Reinventing vegetable gastronomy

With its “tartar” of smoked carrots and shiitake teriyaki (now part of the regular menu of Lola Rosa) or its “bourguignon” of mushrooms, the menu proposed at Le Renoir was a departure from old-fashioned ideas about vegetarian food.

“The growing acceptance of this type of food – whether by vegans who are convinced for environmental or animal ethics reasons, or flexitarians who are looking to add plant foods to their plates – opens the door to greater creativity,” says Hommey. He tells us that Lola Rosa will move to a 100% vegan menu over the next year. “What’s fun right now is that new styles are emerging and there’s now room for more advanced vegan cuisine, more technical and sophisticated dishes.”

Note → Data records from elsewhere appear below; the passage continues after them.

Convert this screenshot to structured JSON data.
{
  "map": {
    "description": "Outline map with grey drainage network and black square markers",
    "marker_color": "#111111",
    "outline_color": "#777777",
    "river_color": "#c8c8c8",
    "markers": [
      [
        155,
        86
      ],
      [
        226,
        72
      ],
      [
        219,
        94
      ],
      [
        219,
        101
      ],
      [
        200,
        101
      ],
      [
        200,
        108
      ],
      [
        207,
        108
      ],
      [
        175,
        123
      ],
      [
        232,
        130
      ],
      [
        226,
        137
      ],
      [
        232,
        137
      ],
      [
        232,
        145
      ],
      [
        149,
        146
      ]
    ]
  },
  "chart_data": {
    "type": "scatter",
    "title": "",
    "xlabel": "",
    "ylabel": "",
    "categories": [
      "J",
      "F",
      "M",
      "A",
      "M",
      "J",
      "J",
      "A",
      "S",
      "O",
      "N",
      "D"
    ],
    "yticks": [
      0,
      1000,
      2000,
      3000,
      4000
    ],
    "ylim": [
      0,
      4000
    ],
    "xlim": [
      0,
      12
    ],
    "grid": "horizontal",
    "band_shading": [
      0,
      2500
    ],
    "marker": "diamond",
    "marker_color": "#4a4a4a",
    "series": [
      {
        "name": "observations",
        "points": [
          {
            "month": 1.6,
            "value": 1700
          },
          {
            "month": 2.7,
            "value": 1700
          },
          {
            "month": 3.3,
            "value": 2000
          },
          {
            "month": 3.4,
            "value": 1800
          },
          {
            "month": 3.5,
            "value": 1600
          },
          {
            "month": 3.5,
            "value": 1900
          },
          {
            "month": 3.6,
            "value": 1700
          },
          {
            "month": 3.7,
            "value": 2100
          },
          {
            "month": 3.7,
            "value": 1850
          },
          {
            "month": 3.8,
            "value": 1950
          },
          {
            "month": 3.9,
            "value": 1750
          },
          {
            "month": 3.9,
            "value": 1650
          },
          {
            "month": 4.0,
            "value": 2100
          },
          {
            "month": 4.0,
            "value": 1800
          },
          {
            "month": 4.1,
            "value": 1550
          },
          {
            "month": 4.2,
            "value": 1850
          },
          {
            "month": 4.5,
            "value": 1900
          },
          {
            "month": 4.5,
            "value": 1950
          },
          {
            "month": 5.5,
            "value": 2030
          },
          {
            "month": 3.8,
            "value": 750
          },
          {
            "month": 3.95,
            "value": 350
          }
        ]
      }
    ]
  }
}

He adds: “This creates a ripple effect not only for the public, but also for cooks trained in the traditional way who switch to vegetable-based cooking.” And he cites as an example their new pastry chef, Maggie Plourde, formerly at Maison Boulud, who takes the desserts from Lola Rosa “a tick higher up.”

Dominic Bujold is founder and owner of Le Lov, which currently has four addresses in Quebec. The most recent, in the Quartier DIX30 in Brossard, has been a hit since its opening, serving an average of 2000 customers a day. Le Lov will soon begin its international expansion with openings planned in Toronto (September), Paris and New York (2020).

“The vegan movement is trendy all over the world,” says Bujold, “and it gives us the opportunity to flourish. There is a major development of vegetable cooking at the moment, and this will be reflected in many kitchens. We will see vegan restaurants inspired by all culinary cultures, like Indian restaurants.”

The businessman, known for founding the Sushi Shop chain in the early 2000s, is currently developing a new brand, Sushi Bloom. “Today, I’m going back to the world of sushi, but since my heart is now ‘plant-based,’ I looked for the best vegan sushi in the world…. and I found them in Montreal at Sushi Momo’s!”

Dominic Bujold has teamed up with Sushi Momo’s founder, Christian Manuel Ventura Alatorre, and plans to open the first Sushi Bloom in Old Montreal next fall. “Botanical sushi and gourmet shared dishes will be served in a small room with an izakaya feel and a more intimate dining area, with imported organic sake and wines, and several Japanese-style cocktails.”

Whoever said that vegetarian cuisine was boring has not explored this gastronomy in recent years.